Girls cannot be engineers. They’re just not as clever as boys. Girls shouldn’t put their hands up in class or be interested in science.
They can’t do well in maths or physics, not like boys can. Girls should have toy dolls, not bricks. They should play at being rescued, not trying to solve problems. Girls shouldn’t get their hands dirty or do anything adventurous. They shouldn’t work to change the world or earn a good salary. Girls cannot be engineers.
This is the message we are sending. Perhaps not directly or blatantly – we don’t announce it or advertise it or even talk about it. But the message is there – it’s in our schools and on our T.V.s, it’s in the magazines we read and the news stories we hear, it’s in the things we buy and the way we live. We tell girls what they cannot be before they learn who they are – the only thing stopping girls from being engineers, is us.
Each year since 2012, NCUB has tracked the number of girls and women bravely ignoring this message by studying engineering and technology related subjects. The dashboard forms a part of Talent 2030, NCUB’s ambitious campaign to increase female talent in the engineering and manufacturing industries. From GCSE physics to qualified engineers, we monitor the number of women against targets for the year 2030. Unfortunately, this year’s statistics show that not only has little changed over the last 4 years, but that the proportions are actually projected to get worse. The report explains that if we continue at the current rate of progress, the Talent 2030 targets will be missed by a staggering 7000 A-Level students and 10,000 engineering and technology undergraduates.
What’s strange here is that we know from experience and from evidence that there is a lot of good work and great initiatives being introduced across the UK. The recent WISE awards highlighted this, and the rhetoric around girls in engineering or in STEM has never felt so empowering across the world. In fact over the last 30 years or so, millions of pounds have been invested in such programmes of work, yet the numbers have stubbornly stayed the same. This highlights a bigger problem, an issue more damaging than we may realise. For the numbers to be sticking despite work to address the problem, there must be a cultural issue, a deeply embedded one. Collectively we are teaching girls as young as 3 or 4 that they can’t be engineers, that they aren’t good enough.
So NCUB is introducing Talent 2030: Powering On, the next stage in our efforts to increase the proportion of female engineering and technology students. The programme will map all outreach from participating businesses and universities onto EngineeringUK’s digital heat map to provide a clear outreach map of the UK. This is will tell us what outreach is going on, and where. Together with a research programme that will destroy myths and increase insight, Powering On will determine which initiatives actually work. We can determine what will increase the number of women studying undergraduate engineering degrees. We can use this information to help move the needle and reach girls at the crucial ages where they determine their future.
So let’s not spend another 30 years trying and failing to change the numbers – let’s find out what works.
The Talent 2030 Dashboard Report
The Talent 2030 Dashboard Poster
If you would like to hear more about Talent 2030 and Powering On, or you are interested in writing on a similar topic, please get in touch with Sarah Cowan, Project Officer for Talent.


**Work required:**
Write out the data below in full, unchanged, minus the images.

**Dataset rows about figures:**
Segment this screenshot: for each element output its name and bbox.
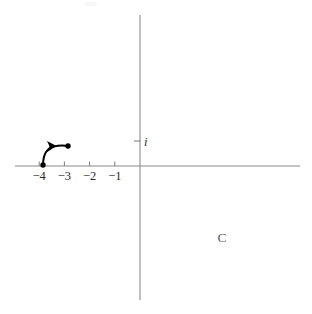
x-tick-marks-group [39, 162, 115, 167]
x-tick-label: −4 [33, 169, 47, 183]
imaginary-unit-label: i [144, 135, 148, 149]
contour-curve-group [40, 141, 70, 168]
x-tick-label: −3 [58, 169, 71, 183]
curve-label-c: C [217, 230, 226, 245]
x-tick-label: −2 [83, 169, 96, 183]
contour-end-dot [65, 143, 70, 148]
contour-start-dot [40, 162, 45, 167]
axes-group [15, 15, 300, 300]
direction-arrowhead [46, 141, 56, 153]
figure-container: −4 −3 −2 −1 i C [0, 0, 312, 314]
x-tick-labels-group: −4 −3 −2 −1 [33, 169, 122, 183]
x-tick-label: −1 [108, 169, 121, 183]
complex-plane-figure: −4 −3 −2 −1 i C [0, 0, 312, 314]
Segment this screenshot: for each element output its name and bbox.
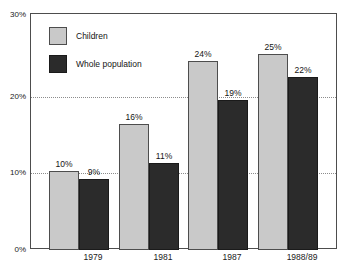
y-tick-label-0: 0% — [14, 245, 26, 254]
bar-whole-population-1988-89 — [288, 77, 318, 250]
value-label-whole-population-1987: 19% — [224, 88, 241, 98]
legend: Children Whole population — [49, 26, 142, 82]
y-tick-label-20: 20% — [10, 92, 26, 101]
legend-label-children: Children — [76, 31, 108, 41]
x-tick-label-1987: 1987 — [223, 252, 242, 262]
legend-item-whole-population: Whole population — [49, 54, 142, 74]
y-tick-label-10: 10% — [10, 168, 26, 177]
x-tick-label-1988-89: 1988/89 — [287, 252, 318, 262]
bar-children-1988-89 — [258, 54, 288, 250]
bar-chart-figure: 0% 10% 20% 30% 10% 9% 16% 11% 24% 19% 25… — [0, 0, 347, 274]
y-tick-label-30: 30% — [10, 10, 26, 19]
bar-whole-population-1981 — [149, 163, 179, 250]
bar-whole-population-1979 — [79, 179, 109, 250]
value-label-children-1987: 24% — [194, 49, 211, 59]
value-label-children-1979: 10% — [55, 159, 72, 169]
value-label-whole-population-1988-89: 22% — [294, 65, 311, 75]
legend-label-whole-population: Whole population — [76, 59, 142, 69]
x-tick-label-1981: 1981 — [154, 252, 173, 262]
legend-item-children: Children — [49, 26, 142, 46]
value-label-children-1988-89: 25% — [264, 42, 281, 52]
bar-children-1981 — [119, 124, 149, 250]
y-axis: 0% 10% 20% 30% — [0, 0, 28, 274]
value-label-whole-population-1979: 9% — [88, 167, 100, 177]
bar-children-1987 — [188, 61, 218, 250]
bar-children-1979 — [49, 171, 79, 250]
value-label-children-1981: 16% — [125, 112, 142, 122]
x-tick-label-1979: 1979 — [84, 252, 103, 262]
bar-whole-population-1987 — [218, 100, 248, 250]
legend-swatch-whole-population-icon — [49, 55, 67, 73]
plot-area: 10% 9% 16% 11% 24% 19% 25% 22% Children … — [30, 13, 337, 249]
x-axis: 1979 1981 1987 1988/89 — [30, 252, 337, 268]
value-label-whole-population-1981: 11% — [156, 151, 172, 161]
legend-swatch-children-icon — [49, 27, 67, 45]
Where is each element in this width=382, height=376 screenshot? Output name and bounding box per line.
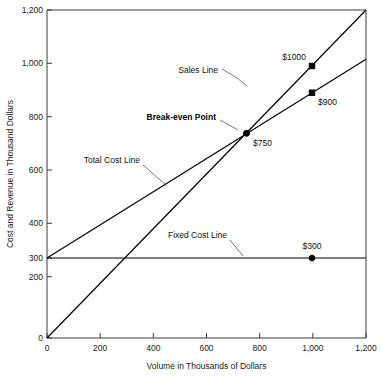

**Solution:**
Segment this screenshot: for each element output its name and bbox.
x-tick-marks-group [39, 162, 115, 167]
x-tick-label: −4 [33, 169, 47, 183]
imaginary-unit-label: i [144, 135, 148, 149]
contour-curve-group [40, 141, 70, 168]
x-tick-label: −3 [58, 169, 71, 183]
curve-label-c: C [217, 230, 226, 245]
x-tick-label: −2 [83, 169, 96, 183]
contour-end-dot [65, 143, 70, 148]
contour-start-dot [40, 162, 45, 167]
axes-group [15, 15, 300, 300]
direction-arrowhead [46, 141, 56, 153]
figure-container: −4 −3 −2 −1 i C [0, 0, 312, 314]
x-tick-labels-group: −4 −3 −2 −1 [33, 169, 122, 183]
x-tick-label: −1 [108, 169, 121, 183]
complex-plane-figure: −4 −3 −2 −1 i C [0, 0, 312, 314]
Segment this screenshot: for each element output its name and bbox.
y-tick-label-0: 0% — [14, 245, 26, 254]
bar-whole-population-1988-89 — [288, 77, 318, 250]
value-label-whole-population-1987: 19% — [224, 88, 241, 98]
legend: Children Whole population — [49, 26, 142, 82]
y-tick-label-20: 20% — [10, 92, 26, 101]
legend-label-children: Children — [76, 31, 108, 41]
x-tick-label-1987: 1987 — [223, 252, 242, 262]
legend-item-whole-population: Whole population — [49, 54, 142, 74]
y-tick-label-10: 10% — [10, 168, 26, 177]
x-tick-label-1988-89: 1988/89 — [287, 252, 318, 262]
bar-children-1988-89 — [258, 54, 288, 250]
bar-chart-figure: 0% 10% 20% 30% 10% 9% 16% 11% 24% 19% 25… — [0, 0, 347, 274]
y-tick-label-30: 30% — [10, 10, 26, 19]
bar-whole-population-1981 — [149, 163, 179, 250]
bar-whole-population-1979 — [79, 179, 109, 250]
value-label-children-1987: 24% — [194, 49, 211, 59]
value-label-children-1979: 10% — [55, 159, 72, 169]
value-label-whole-population-1988-89: 22% — [294, 65, 311, 75]
legend-label-whole-population: Whole population — [76, 59, 142, 69]
x-tick-label-1981: 1981 — [154, 252, 173, 262]
legend-item-children: Children — [49, 26, 142, 46]
value-label-children-1988-89: 25% — [264, 42, 281, 52]
bar-children-1981 — [119, 124, 149, 250]
y-axis: 0% 10% 20% 30% — [0, 0, 28, 274]
value-label-whole-population-1979: 9% — [88, 167, 100, 177]
bar-children-1987 — [188, 61, 218, 250]
bar-children-1979 — [49, 171, 79, 250]
value-label-children-1981: 16% — [125, 112, 142, 122]
x-tick-label-1979: 1979 — [84, 252, 103, 262]
bar-whole-population-1987 — [218, 100, 248, 250]
legend-swatch-whole-population-icon — [49, 55, 67, 73]
plot-area: 10% 9% 16% 11% 24% 19% 25% 22% Children … — [30, 13, 337, 249]
x-axis: 1979 1981 1987 1988/89 — [30, 252, 337, 268]
value-label-whole-population-1981: 11% — [156, 151, 172, 161]
legend-swatch-children-icon — [49, 27, 67, 45]
Where is each element in this width=382, height=376 screenshot? Output name and bounding box per line.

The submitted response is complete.